Teaching the Millennials, Part 2: The Classroom is Alive

My January 21 blog entry about how to best reach, and teach, the “miillennials” in law school, an issue raised in the fall 2013 article by Professors Benfer and Shanahan, highlighted several attributes of these students.  While noting that these students’ preferences are particularly well-suited to clinical education, I neglected to mention other aspects of the law school curriculum to which the students’ inclinations are well-suited.  Their orientation toward service, desire to contribute to the greater good, comfort with frequent and multiple forms of feedback, and enthusiasm for using real life opportunities for learning suggest that we can build into our curricula productive classroom engagements through a variety of experiential collaborations.   At UMass Law, we are taking advantage of these possibilities through a pilot course entitled “Community Research Project,” which satisfies our third semester Legal Skills requirement.  During the pilot semester this fall, Professor Shaun Spencer guided students to develop their lawyering skills and values in a real-world context.  Students in the class worked in teams to plan, organize, and complete a legal research and writing project involving constitutional, statutory, and empirical questions in support of an effort to amend the Massachusetts involuntary commitment statute.  Through this collaborative effort, students enhanced their skills in legal research, analysis, and writing; and developed skills in problem solving, interviewing, professionalism, and teamwork (they worked both on their own and in groups).  

Many of the suggestions made by Benfer and Shanahan can be tested in such collaborative projects. First, students’ experience in an ongoing process, requiring give-and-take with the “client” organization, can challenge their focus on short-term achievement (grades) rather than long-term success. They can experience critique of their work product not as destructive or insulting but as a way to help them become better lawyers by learning the importance of attentiveness to their clients’ needs.  They can experience the internet as just one of a number of tools to be used in their own law practices, learning over time that instant answers are often insufficient to help them develop the necessary lawyering skills of critical thinking.  

Courses such as the Community Research Project undoubtedly raise many issues for faculty, including how to choose the partner organizations, “who’s in charge?” — experiential learning/legal writing/skills directors/others, grading/assessment policies, students’ rights to object to subject-matter of projects, appropriate student preparation, use of journaling, and more.  Our faculty will be considering these issues soon as it decides whether to permanently incorporate this course into the curriculum.

For those interested in learning more about this project, Shaun and I will be discussing at a conference session, “Bringing Outside In: Social Justice Collaborations in the Legal Writing Curriculum,” this June 29 in Philadelphia during a one-day workshop on Social Justice Collaborations in the Legal Writing Curriculum, just before the start of the Legal Writing Institute Conference. 

 

  

 

One Response

  1. Very informative blog shared. These kinds of courses can actually help students enhance their skill and it will help them for an all round development.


Scan the listing below. Copy each line that contains "bars".

=== Section Start ===

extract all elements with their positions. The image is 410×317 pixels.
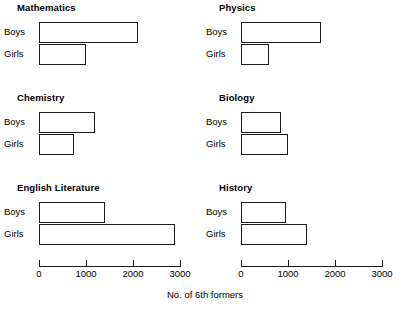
panel-title-physics: Physics bbox=[219, 2, 256, 13]
bar-biology-boys bbox=[241, 112, 281, 133]
panel-biology: Biology Boys Girls bbox=[206, 92, 406, 180]
bar-chemistry-girls bbox=[39, 134, 74, 155]
bar-label-girls: Girls bbox=[206, 138, 237, 149]
panel-english-literature: English Literature Boys Girls bbox=[4, 182, 204, 270]
panel-physics: Physics Boys Girls bbox=[206, 2, 406, 90]
bar-label-girls: Girls bbox=[206, 228, 237, 239]
bars-english-literature: Boys Girls bbox=[4, 200, 204, 258]
bar-history-girls bbox=[241, 224, 307, 245]
bars-history: Boys Girls bbox=[206, 200, 406, 258]
bar-history-boys bbox=[241, 202, 286, 223]
axis-tick-label: 2000 bbox=[122, 268, 143, 279]
bars-mathematics: Boys Girls bbox=[4, 20, 204, 78]
bars-physics: Boys Girls bbox=[206, 20, 406, 78]
bar-label-girls: Girls bbox=[4, 138, 35, 149]
bar-row-girls: Girls bbox=[4, 224, 204, 246]
x-axis-title: No. of 6th formers bbox=[0, 289, 410, 300]
axis-tick-label: 0 bbox=[36, 268, 41, 279]
axis-tick-label: 0 bbox=[238, 268, 243, 279]
axis-tick bbox=[288, 260, 289, 267]
bar-mathematics-girls bbox=[39, 44, 86, 65]
bar-label-boys: Boys bbox=[206, 116, 237, 127]
bar-label-girls: Girls bbox=[4, 48, 35, 59]
bar-physics-boys bbox=[241, 22, 321, 43]
bar-row-boys: Boys bbox=[206, 22, 406, 44]
bar-row-boys: Boys bbox=[4, 112, 204, 134]
panel-title-mathematics: Mathematics bbox=[17, 2, 76, 13]
x-axis-left: 0100020003000 bbox=[4, 258, 204, 282]
bar-chemistry-boys bbox=[39, 112, 95, 133]
axis-tick-label: 1000 bbox=[277, 268, 298, 279]
bar-row-boys: Boys bbox=[206, 202, 406, 224]
bar-label-girls: Girls bbox=[206, 48, 237, 59]
bar-english-boys bbox=[39, 202, 105, 223]
axis-tick bbox=[382, 260, 383, 267]
bar-physics-girls bbox=[241, 44, 269, 65]
axis-line bbox=[241, 266, 382, 267]
bars-chemistry: Boys Girls bbox=[4, 110, 204, 168]
bar-label-girls: Girls bbox=[4, 228, 35, 239]
x-axis-right: 0100020003000 bbox=[206, 258, 406, 282]
panel-title-english-literature: English Literature bbox=[17, 182, 100, 193]
panel-history: History Boys Girls bbox=[206, 182, 406, 270]
axis-line bbox=[39, 266, 180, 267]
bar-label-boys: Boys bbox=[206, 206, 237, 217]
bar-row-boys: Boys bbox=[4, 22, 204, 44]
bar-english-girls bbox=[39, 224, 175, 245]
bar-row-girls: Girls bbox=[206, 44, 406, 66]
bar-row-girls: Girls bbox=[4, 134, 204, 156]
panel-chemistry: Chemistry Boys Girls bbox=[4, 92, 204, 180]
bar-biology-girls bbox=[241, 134, 288, 155]
panel-mathematics: Mathematics Boys Girls bbox=[4, 2, 204, 90]
bar-label-boys: Boys bbox=[4, 26, 35, 37]
bar-label-boys: Boys bbox=[206, 26, 237, 37]
axis-tick-label: 2000 bbox=[324, 268, 345, 279]
axis-tick bbox=[241, 260, 242, 267]
axis-tick-label: 3000 bbox=[169, 268, 190, 279]
panel-title-chemistry: Chemistry bbox=[17, 92, 64, 103]
axis-tick bbox=[335, 260, 336, 267]
axis-tick-label: 3000 bbox=[371, 268, 392, 279]
bars-biology: Boys Girls bbox=[206, 110, 406, 168]
axis-tick bbox=[180, 260, 181, 267]
panel-title-biology: Biology bbox=[219, 92, 255, 103]
axis-tick bbox=[39, 260, 40, 267]
axis-tick bbox=[133, 260, 134, 267]
bar-label-boys: Boys bbox=[4, 206, 35, 217]
bar-mathematics-boys bbox=[39, 22, 138, 43]
bar-row-girls: Girls bbox=[206, 224, 406, 246]
bar-label-boys: Boys bbox=[4, 116, 35, 127]
bar-row-boys: Boys bbox=[206, 112, 406, 134]
bar-row-girls: Girls bbox=[206, 134, 406, 156]
bar-row-girls: Girls bbox=[4, 44, 204, 66]
panel-title-history: History bbox=[219, 182, 252, 193]
axis-tick bbox=[86, 260, 87, 267]
bar-row-boys: Boys bbox=[4, 202, 204, 224]
axis-tick-label: 1000 bbox=[75, 268, 96, 279]
bar-chart-figure: Mathematics Boys Girls Physics Boys Girl… bbox=[0, 0, 410, 317]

=== Section End ===

OUTPUT BELOW »
bars-english-literature: Boys Girls bbox=[4, 200, 204, 258]
bars-history: Boys Girls bbox=[206, 200, 406, 258]
bars-mathematics: Boys Girls bbox=[4, 20, 204, 78]
bars-physics: Boys Girls bbox=[206, 20, 406, 78]
bars-chemistry: Boys Girls bbox=[4, 110, 204, 168]
bars-biology: Boys Girls bbox=[206, 110, 406, 168]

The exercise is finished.